What is the daily limit for converting coordinates with InstaMaps?

The InstaMaps free tier permits 100 lookups per day. If you are converting large datasets that require heavy processing, you can raise this limit to 1,000 lookups per day by using the free email unlock in the add-on settings. This allowance ensures you can standardise extensive hardware logs without hitting immediate quotas.

Does =COORD_CONVERT() work with longitude and latitude simultaneously?

Yes, it handles standard coordinate pairs if they are contained within the same cell.
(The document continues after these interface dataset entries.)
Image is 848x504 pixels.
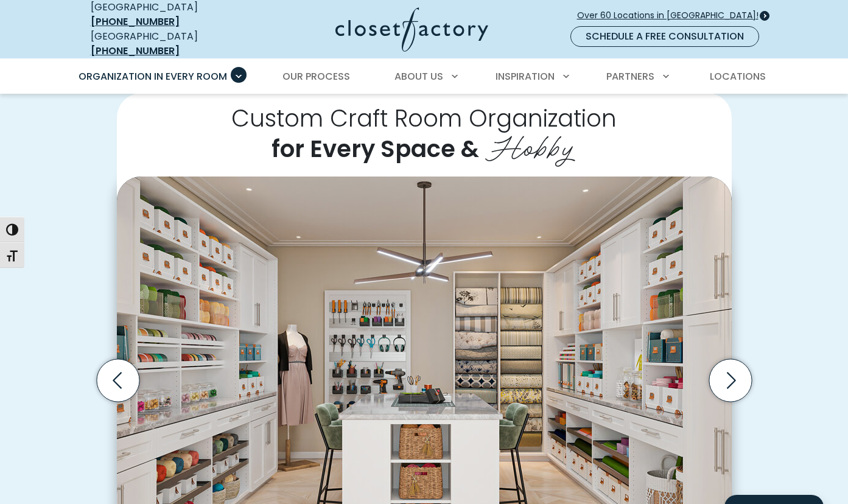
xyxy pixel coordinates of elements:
[91,44,180,58] a: [PHONE_NUMBER]
[705,354,757,407] button: Next slide
[335,7,488,52] img: Closet Factory Logo
[710,69,766,83] span: Locations
[91,15,180,29] a: [PHONE_NUMBER]
[272,133,479,166] span: for Every Space &
[70,60,779,94] nav: Primary Menu
[92,354,144,407] button: Previous slide
[231,102,617,135] span: Custom Craft Room Organization
[606,69,655,83] span: Partners
[283,69,350,83] span: Our Process
[571,26,759,47] a: Schedule a Free Consultation
[79,69,227,83] span: Organization in Every Room
[485,120,577,168] span: Hobby
[394,69,443,83] span: About Us
[496,69,555,83] span: Inspiration
[577,9,768,22] span: Over 60 Locations in [GEOGRAPHIC_DATA]!
[576,5,769,26] a: Over 60 Locations in [GEOGRAPHIC_DATA]!
[91,29,240,58] div: [GEOGRAPHIC_DATA]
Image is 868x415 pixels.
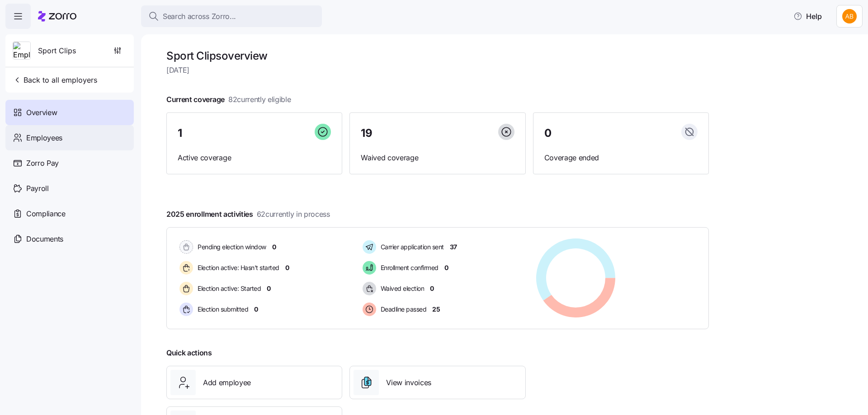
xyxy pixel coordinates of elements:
span: Add employee [203,378,251,389]
span: 0 [430,284,434,293]
a: Payroll [6,176,134,201]
h1: Sport Clips overview [166,49,709,62]
span: Active coverage [178,153,331,163]
span: 82 currently eligible [229,94,291,106]
span: Documents [26,233,63,245]
button: Search across Zorro... [141,6,322,27]
span: 0 [254,305,259,314]
span: 37 [450,243,458,252]
span: [DATE] [166,64,709,76]
span: View invoices [386,378,432,389]
span: Election active: Hasn't started [195,263,280,273]
span: Carrier application sent [378,243,444,252]
a: Overview [6,100,134,125]
a: Zorro Pay [6,151,134,176]
span: 0 [544,128,552,138]
span: 0 [272,243,276,252]
span: Search across Zorro... [162,11,236,22]
img: 42a6513890f28a9d591cc60790ab6045 [842,9,856,23]
a: Documents [6,227,134,252]
span: Waived election [378,284,425,293]
span: Sport Clips [38,45,76,57]
img: Employer logo [13,42,31,61]
span: 19 [360,128,372,138]
span: Enrollment confirmed [378,263,438,273]
a: Employees [6,125,134,151]
span: Payroll [26,183,49,194]
span: 1 [178,128,183,138]
span: Waived coverage [360,153,514,163]
span: Compliance [26,208,65,220]
span: Employees [26,133,62,144]
span: 0 [444,263,449,273]
span: Election active: Started [195,284,260,293]
span: Overview [26,107,57,118]
button: Back to all employers [9,71,101,89]
span: Help [794,11,822,22]
span: Coverage ended [544,153,698,163]
span: 25 [433,305,440,314]
span: Zorro Pay [26,158,59,169]
span: Quick actions [166,348,212,358]
span: 0 [285,263,289,273]
span: Back to all employers [12,75,97,85]
span: Election submitted [195,305,248,314]
span: 2025 enrollment activities [166,208,330,220]
span: Current coverage [166,94,291,106]
span: Deadline passed [378,305,427,314]
span: Pending election window [195,243,266,252]
a: Compliance [6,201,134,227]
span: 62 currently in process [257,208,330,220]
button: Help [786,8,830,25]
span: 0 [267,284,271,293]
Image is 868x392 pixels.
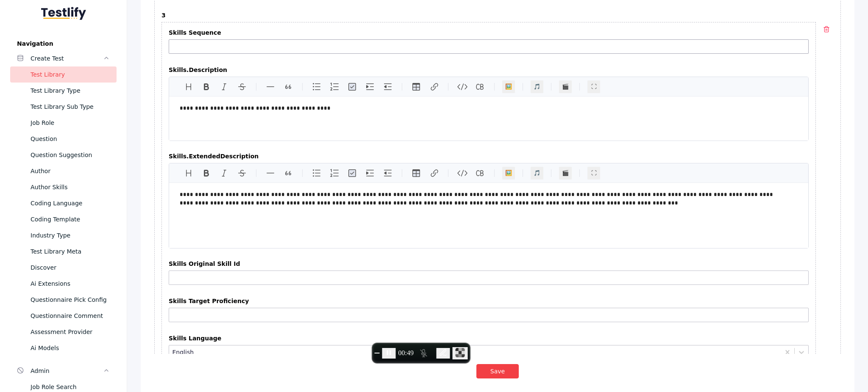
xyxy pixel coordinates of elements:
[41,7,86,20] img: Testlify - Backoffice
[281,80,295,94] button: Blockquote
[10,195,117,212] a: Coding Language
[363,80,376,94] button: Indent
[31,70,110,79] div: Test Library
[168,260,808,267] label: Skills Original Skill Id
[427,167,441,180] button: Insert link
[31,263,110,273] div: Discover
[10,82,117,99] a: Test Library Type
[182,167,195,180] button: Headings
[10,324,117,340] a: Assessment Provider
[31,311,110,321] div: Questionnaire Comment
[409,80,423,94] button: Insert table
[10,40,117,47] label: Navigation
[168,29,808,36] label: Skills Sequence
[31,102,110,111] div: Test Library Sub Type
[10,147,117,163] a: Question Suggestion
[200,80,213,94] button: Bold
[363,167,376,180] button: Indent
[31,366,103,376] div: Admin
[31,198,110,209] div: Coding Language
[10,114,117,131] a: Job Role
[263,80,277,94] button: Line
[31,117,110,128] div: Job Role
[10,244,117,260] a: Test Library Meta
[168,335,808,342] label: Skills Language
[218,80,231,94] button: Italic
[10,308,117,324] a: Questionnaire Comment
[263,167,277,180] button: Line
[346,80,359,94] button: Task
[31,134,110,144] div: Question
[558,80,572,94] button: 🎬
[530,80,544,94] button: 🎵
[10,212,117,227] a: Coding Template
[168,298,808,304] label: Skills Target Proficiency
[10,163,117,180] a: Author
[31,230,110,241] div: Industry Type
[346,167,359,180] button: Task
[31,295,110,305] div: Questionnaire Pick Config
[381,167,394,180] button: Outdent
[10,227,117,244] a: Industry Type
[456,167,469,180] button: Inline code
[558,167,572,180] button: 🎬
[162,12,816,19] label: 3
[235,80,248,94] button: Strike
[456,80,469,94] button: Inline code
[31,85,110,96] div: Test Library Type
[10,180,117,195] a: Author Skills
[530,167,544,180] button: 🎵
[10,99,117,114] a: Test Library Sub Type
[168,153,808,159] label: skills.extendedDescription
[31,183,110,192] div: Author Skills
[477,364,519,379] button: Save
[328,167,341,180] button: Ordered list
[235,167,248,180] button: Strike
[31,247,110,257] div: Test Library Meta
[31,166,110,177] div: Author
[10,276,117,292] a: Ai Extensions
[281,167,295,180] button: Blockquote
[587,167,600,180] button: ⛶
[31,327,110,337] div: Assessment Provider
[10,260,117,276] a: Discover
[31,343,110,353] div: Ai Models
[10,292,117,308] a: Questionnaire Pick Config
[31,215,110,224] div: Coding Template
[409,167,423,180] button: Insert table
[381,80,394,94] button: Outdent
[328,80,341,94] button: Ordered list
[310,167,323,180] button: Unordered list
[10,340,117,356] a: Ai Models
[10,67,117,82] a: Test Library
[427,80,441,94] button: Insert link
[31,53,103,64] div: Create Test
[501,167,516,180] button: 🖼️
[218,167,231,180] button: Italic
[474,167,487,180] button: Insert codeBlock
[10,131,117,147] a: Question
[31,150,110,160] div: Question Suggestion
[310,80,323,94] button: Unordered list
[31,279,110,289] div: Ai Extensions
[200,167,213,180] button: Bold
[474,80,487,94] button: Insert codeBlock
[587,80,600,94] button: ⛶
[182,80,195,94] button: Headings
[168,67,808,73] label: skills.description
[501,80,516,94] button: 🖼️
[31,382,110,392] div: Job Role Search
If you have both values formatted as 48° 51' 30" N, 2° 17' 40" E, the formula parses both strings and outputs 48.858250, 2.294444. You can then pass this single output cell directly to =INSTAMAP() to generate a live hosted map.

How do I convert decimal degrees back to Degrees, Minutes, Seconds (DMS)?

The =COORD_CONVERT() function detects the input and automatically inverts the calculation if you provide a decimal. If cell A2 contains 48.85825, entering =COORD_CONVERT(A2) automatically formats and outputs the string 48° 51' 30.00" N. This bidirectional capability ensures you can format data out to legacy hardware that requires strict DMS notation.

Standardise your coordinate data

Convert raw DMS logs into clean decimals and plot them instantly on a live hosted map. Install the free InstaMaps add-on to start using =COORD_CONVERT() and =INSTAMAP() in your sheets.